Our findings have implications for combining cue-exposure and coping skill training in the treatment of alcohol dependence. Treatment approaches that combine coping skill training and cue exposure therapy have received growing attention.6 However, the high-risk situations associated with drinking vary among patients, and it is quite difficult to provide various contexts in which to practice coping skills in a treatment setting. More critically, learning during cue exposure therapy does not generalize across contexts if training takes place in only one context.12,13 Consistent with the findings of previous studies,9,14 our study findings suggest that the methodological usefulness of virtual reality, which might play significant roles in increasing the efficacy of cognitive behavioral treatments by presenting various emotional and social contexts that mimic real-life situations.
A difference between previous VR studies and the present study is the block design of the present study.
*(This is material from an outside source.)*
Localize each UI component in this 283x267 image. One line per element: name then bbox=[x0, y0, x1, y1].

Lee et al.15 used only alcohol cues to induce alcohol craving. The VR system developed by Bordnick et al.9 is composed of a block that contains social interaction situations, but there was no control block with which to compare the results. Thus, Bordnick et al. could not analyze the effect of social pressure on alcohol craving. In contrast, a social pressure situation was used to induce alcohol craving in this study, and our two-by-two experimental model was focused on analyzing the interaction between social pressure and alcohol cues and their effects on alcohol craving.
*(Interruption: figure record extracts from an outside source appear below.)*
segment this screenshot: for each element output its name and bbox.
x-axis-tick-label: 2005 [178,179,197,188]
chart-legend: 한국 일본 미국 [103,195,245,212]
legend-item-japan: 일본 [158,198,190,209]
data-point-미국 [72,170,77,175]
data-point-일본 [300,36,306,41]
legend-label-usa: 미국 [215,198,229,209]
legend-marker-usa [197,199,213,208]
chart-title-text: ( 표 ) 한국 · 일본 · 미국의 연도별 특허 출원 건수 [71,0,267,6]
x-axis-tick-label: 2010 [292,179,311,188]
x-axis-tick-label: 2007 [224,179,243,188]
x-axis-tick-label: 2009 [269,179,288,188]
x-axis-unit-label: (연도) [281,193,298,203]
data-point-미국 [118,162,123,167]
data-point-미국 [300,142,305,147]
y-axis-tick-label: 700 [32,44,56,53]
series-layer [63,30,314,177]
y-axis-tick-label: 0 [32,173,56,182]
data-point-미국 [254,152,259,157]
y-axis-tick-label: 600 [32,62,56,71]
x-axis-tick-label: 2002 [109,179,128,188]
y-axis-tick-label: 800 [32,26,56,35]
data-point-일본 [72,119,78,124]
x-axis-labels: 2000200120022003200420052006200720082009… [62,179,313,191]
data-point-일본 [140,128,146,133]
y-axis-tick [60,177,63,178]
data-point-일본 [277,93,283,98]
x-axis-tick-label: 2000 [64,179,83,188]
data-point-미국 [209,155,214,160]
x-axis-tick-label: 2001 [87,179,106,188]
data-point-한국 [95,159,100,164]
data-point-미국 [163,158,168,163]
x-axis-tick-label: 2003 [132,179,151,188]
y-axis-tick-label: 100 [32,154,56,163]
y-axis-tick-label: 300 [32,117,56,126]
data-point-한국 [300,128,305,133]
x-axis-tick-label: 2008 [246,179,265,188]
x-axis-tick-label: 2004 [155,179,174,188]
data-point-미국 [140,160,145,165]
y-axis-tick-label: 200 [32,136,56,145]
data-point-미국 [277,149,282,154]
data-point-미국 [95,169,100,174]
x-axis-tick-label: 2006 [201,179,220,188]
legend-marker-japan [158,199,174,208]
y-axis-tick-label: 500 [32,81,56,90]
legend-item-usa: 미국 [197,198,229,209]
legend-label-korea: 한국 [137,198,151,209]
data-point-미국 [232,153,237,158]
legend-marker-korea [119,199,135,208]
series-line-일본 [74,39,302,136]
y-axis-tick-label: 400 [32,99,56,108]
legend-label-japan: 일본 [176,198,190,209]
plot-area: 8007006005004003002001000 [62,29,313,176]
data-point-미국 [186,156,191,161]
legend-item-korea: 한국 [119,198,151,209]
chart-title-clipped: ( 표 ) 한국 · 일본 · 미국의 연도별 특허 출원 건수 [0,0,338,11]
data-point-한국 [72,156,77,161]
We hypothesized that the pattern of social pressure-induced craving would differ between alcoholic patients and social drinkers according to the presence of alcohol cues. Although the level of craving was significantly increased in the control group by social pressure from virtual avatars, it is noteworthy that, in the alcoholic group, social pressure did not lead to additional increases in the level of craving induced by exposure to a cue-laden environment. There are several possible explanations for these findings. First, ceiling effects are known to be especially relevant to craving assessment.16 Substantial evidence demonstrates that exposure to alcohol cues increases the level of alcohol craving in abstinent alcoholics.17,18 Alcoholic patients who rated their craving level near the endpoint of the scale when first exposed to the cue-laden VR environment could have failed to report the actual increase in the level of craving caused by social pressure. In addition, we cannot rule out the possibility that the strong cognitive and neurochemical reactions to alcohol cues should have interfered with the ability to accurately assess one's internal state.5 Because there was no difference in the level of craving between the two groups in the VR environment without alcohol cues, our findings indicate that patients with alcohol dependence are vulnerable to alcohol-cue laden environments. Limitations of the visual analogue scale should be considered. Fox et al.19 reported that alcohol cue-induced craving and stress-induced craving were associated with dissociable psychobiological states. It is plausible to assume that social pressure-induced craving and cue-induced craving are related to different components of craving, and therefore a single-item scale might have been insufficient to assess the synergistic interaction between alcohol cue and social pressure. Various measures (self-report, physiological, and behavioral) are required in order to track the different components of cue-reactivity.20
In conclusion, our findings imply that the presence of alcohol cue-induced craving, regardless of social pressure, should interfere with the ability to use coping skill against social pressure in real-life situations. The role of virtual reality techniques in coping skill training should be expanded by providing various emotional and social contexts that mimic real-life situations.
Acknowledgments
This work was supported by grant no. R01-2006-000-10533-0 from the Basic Research Program of the Korea Science & Engineering Foundation.